I solved it by rewriting the execute method so that the 
"newDependencyContext()" method would be called for every MojoExecution object, 
instead of only once for the list of MojoExecution objects.
I'm not sure how to write unit/integration tests, though, as the uses the 
"maven-install-plugin", I appreciate any suggestions. All of the current tests 
pass, of course.

This is my first contribution, I hope that it turns out to be useful. :-)
                  
> Regression: Could not resolve dependencies for project
> ------------------------------------------------------
>
>                 Key: MNG-5082
>                 URL: https://jira.codehaus.org/browse/MNG-5082
>             Project: Maven 2 & 3
>          Issue Type: Bug
>          Components: Dependencies
>    Affects Versions: 3.0.3
>            Reporter: Florian Brunner
>            Priority: Blocker
>         Attachments: MNG-5082-maven-core.patch
>
>
> Sometimes, when you need a jar, which is not available from a repository, and 
> for some reason you don't want to deploy it to the corporate repository 
> (yet), you can do something like this:
> {code:xml}
>          <build>
>               <plugins>
>                         ...
>                       <plugin>
>                               <artifactId>maven-install-plugin</artifactId>
>                               <executions>
>                                       <execution>
>                                               <id>some-lib</id>
>                                               <phase>validate</phase>
>                                               <goals>
>                                                       
> <goal>install-file</goal>
>                                               </goals>
>                                               <configuration>
>                                                       
> <file>lib/some-lib-1.1.jar</file>
>                                                       
> <groupId>org.someorg.somelib</groupId>
>                                                       
> <artifactId>some-lib</artifactId>
>                                                       <version>1.1</version>
>                                                       
> <packaging>jar</packaging>
>                                               </configuration>
>                                       </execution>
>                               </executions>
>                       </plugin>
>                       ...
>               </plugins>
>       </build>
> {code}
> And then you can declare a dependency on this lib like this:
> {code:xml}
>          <dependencies>
>                 ...
>               <dependency>
>                       <groupId>org.someorg.somelib</groupId>
>                       <artifactId>some-lib</artifactId>
>                       <version>1.1</version>
>               </dependency>
>               ...
>       </dependencies>
> {code}
> This worked fine with {{Maven 2.2.1}} but not with {{Maven 3.0.3}} -> 
> regression!
> {noformat}
> Error message:
> [INFO] BUILD FAILURE
> [INFO] 
> ------------------------------------------------------------------------
> [INFO] Total time: 0.951s
> [INFO] Finished at: Thu Apr 28 15:53:15 BST 2011
> [INFO] Final Memory: 4M/121M
> [INFO] 
> ------------------------------------------------------------------------
> [ERROR] Failed to execute goal on project myproject: Could not resolve 
> dependencies for project someGroupId:someArtifactId:jar:0.1-SNAPSHOT: Could 
> not find artifact org.someorg.somelib:some-lib:jar:1.1 in nexus (<nexus url>) 
> -> [Help 1]
> [ERROR] 
> {noformat}
> There is a work-around, which at least works in some cases:
> {noformat}
> mvn clean validate
> mvn install
> {noformat}
> Some notes on this work-around:
> - install should call validate (which it does, but apparently with some 
> side-effects). It should not be necessary to call validate explicitly.
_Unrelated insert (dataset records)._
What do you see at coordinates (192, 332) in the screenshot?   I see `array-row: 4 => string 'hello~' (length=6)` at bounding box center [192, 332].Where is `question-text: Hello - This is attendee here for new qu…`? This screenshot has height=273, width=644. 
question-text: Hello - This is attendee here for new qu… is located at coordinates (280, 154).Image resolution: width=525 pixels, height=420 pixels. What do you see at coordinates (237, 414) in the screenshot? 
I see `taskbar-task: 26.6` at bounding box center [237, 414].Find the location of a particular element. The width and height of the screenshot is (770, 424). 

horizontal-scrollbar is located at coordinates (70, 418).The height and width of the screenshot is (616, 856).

> - "mvn clean validate install" does not work! It shouldn't matter if you call 
> "mvn clean validate install" or "mvn clean validate" and "mvn install". Both 
> should have the same result.
> - I currently don't see a way to specify in Jenkins/ Hudson to first execute 
> "clean validate" and then "install" -> broken build on continuous integration 
> server which has to be fixed manually
> - This work-around breaks the Maven way, because you cannot simply go to a 
> project anymore and just call "mvn clean install" to build it.